One mountain in Brazil is home to a surprising number of these parasitic wasps

Thought to thrive in milder climates, many species of Darwin wasps apparently love the tropics too

A pinned speciment of a Darwin wasp with a brilliant blue body.

The brilliantly blue Pimpla caerulea is one of the Darwin wasps that researchers found living on the slope of a Brazilian mountain.

Kari Kaunisto/Biodiversity Unit/University of Turku

The tropics are teeming with life, tending to hold far more species than milder environments closer to the poles. But one group of insects, the Darwin wasps, were thought to buck that trend.

Researchers who compared wasp diversity in the United Kingdom and the United States with tropical areas in the 1970s and ’80s concluded that these wasps were most diverse at mid-latitudes — say, Kentucky or England. But others thought that people just weren’t looking hard enough in the tropics.

It’s easy to look for wasps in a British garden, says Peter Mayhew, but “it’s very hard to do long-term work” in a tropical rainforest. Mayhew, a biologist at the University of York in England, was up to the challenge.

Now, after years of sifting through wasps collected from a single mountain in the Brazilian Atlantic rainforest a decade ago, Mayhew and colleagues have identified nearly 100 Darwin wasp species. The result, published November 7 in the journal Insects, suggests that the tropics are home to far more types of the wasp than was previously recognized.

Darwin wasps are one family of parasitic wasps, the Ichneumonidae, which lay their eggs on or inside other creepy-crawlies so that the hatched larvae have a ready-made meal (SN: 7/28/56; SN: 8/5/15). In this way, the Alien-esque wasps help control the populations of their prey, serving a vital ecological role similar to that of apex predators like wolves and sharks. With 25,000 described species, there are more kinds of Darwin wasp than there are known mammal and bird species combined.

A light-colored tentlike trap to catch insects is strung between plants in the forest of a mountain in Brazil.
Using an array of Malaise traps (one shown) placed up and down a Brazilian mountain’s slope, researchers determined how Darwin wasp diversity changes with elevation.Peter Mayhew

To understand where the wasps might live in the tropics, Mayhew and his Brazilian colleagues took a hike, several in fact. The team trekked up a mountain in Brazil’s Serra dos Órgãos National Park, placing pairs of traps known as Malaise traps at 15 sites along the way. The path started along a road, which made carting the traps — each consisting of a tent and a jar of alcohol weighing about a kilogram — relatively simple.

After that, though, the team had to carry them by hand up through the jungle. “The first hour is pure hell,” Mayhew recalls. “Very steep, very hot and very humid.” After laying the traps, members of the team returned every month for one year to swap the jars for fresh ones.

The rainforest is, unsurprisingly, full of critters, which led to each alcohol jar becoming what Mayhew calls “insect soup.” To simplify things for now, the researchers chose to focus on only half of the sample jars and look specifically for one subfamily of Darwin wasps called the pimplines.

With the help of an “army of undergraduates” and taxonomist Ilari Sääksjärvi of the University of Turku in Finland, the team identified 98 pimpline species, only 24 of which have been previously described and named. What’s more, there tended to be fewer pimpline species as researchers scaled the mountain — but the higher-elevation species weren’t found lower down. For comparison, the British Isles have 109 known pimpline species, and wasp diversity there has been sampled much more than in Brazil.

Based on this study, Mayhew says, middle to low elevations in the tropics could be targeted for protection in order to conserve the most Darwin wasp diversity there and preserve the insects’ key ecological role. “[At] 1,500 meters and below is where you get quite a lot,” he says.

The new research is “more evidence that, yes, this wonderful group of really interesting wasps has this amazing unexplored diversity in the tropics, and we need more people working on them,” says Laura Timms, a conservation biologist at Canada’s Credit Valley Conservation in Mississauga who was not involved with the research.

Mayhew next hopes to examine other types of Darwin wasp that were collected in the insect soup to see if they are as diverse as the pimplines.

The wealth of creatures collected in the traps could also be useful to researchers interested in other insects too, Mayhew says, such as leaf beetles and fireflies. “Quite a lot of what’s in those bottles is going to be new to science.”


In the data below, give the number of lines that contain the word "span". Nothing else is needed.
START The input
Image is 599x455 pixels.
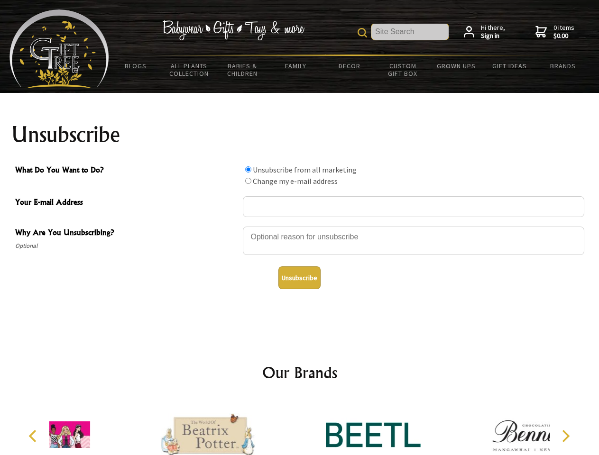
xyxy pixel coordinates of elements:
[11,123,588,146] h1: Unsubscribe
[481,32,505,40] strong: Sign in
[15,164,238,178] span: What Do You Want to Do?
[243,227,584,255] textarea: Why Are You Unsubscribing?
[553,32,574,40] strong: $0.00
[162,20,304,40] img: Babywear - Gifts - Toys & more
[555,426,576,447] button: Next
[429,56,483,76] a: Grown Ups
[243,196,584,217] input: Your E-mail Address
[553,23,574,40] span: 0 items
[357,28,367,37] img: product search
[536,56,590,76] a: Brands
[376,56,430,83] a: Custom Gift Box
[464,24,505,40] a: Hi there,Sign in
[15,196,238,210] span: Your E-mail Address
[253,176,338,186] label: Change my e-mail address
[483,56,536,76] a: Gift Ideas
[535,24,574,40] a: 0 items$0.00
[253,165,357,174] label: Unsubscribe from all marketing
[24,426,45,447] button: Previous
[322,56,376,76] a: Decor
[269,56,323,76] a: Family
[245,178,251,184] input: What Do You Want to Do?
[109,56,163,76] a: BLOGS
[163,56,216,83] a: All Plants Collection
[15,227,238,240] span: Why Are You Unsubscribing?
[19,361,580,384] h2: Our Brands
[245,166,251,173] input: What Do You Want to Do?
[371,24,449,40] input: Site Search
[216,56,269,83] a: Babies & Children
[481,24,505,40] span: Hi there,
[9,9,109,88] img: Babyware - Gifts - Toys and more...
[15,240,238,252] span: Optional
[278,266,321,289] button: Unsubscribe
END The input
Exercise response: 6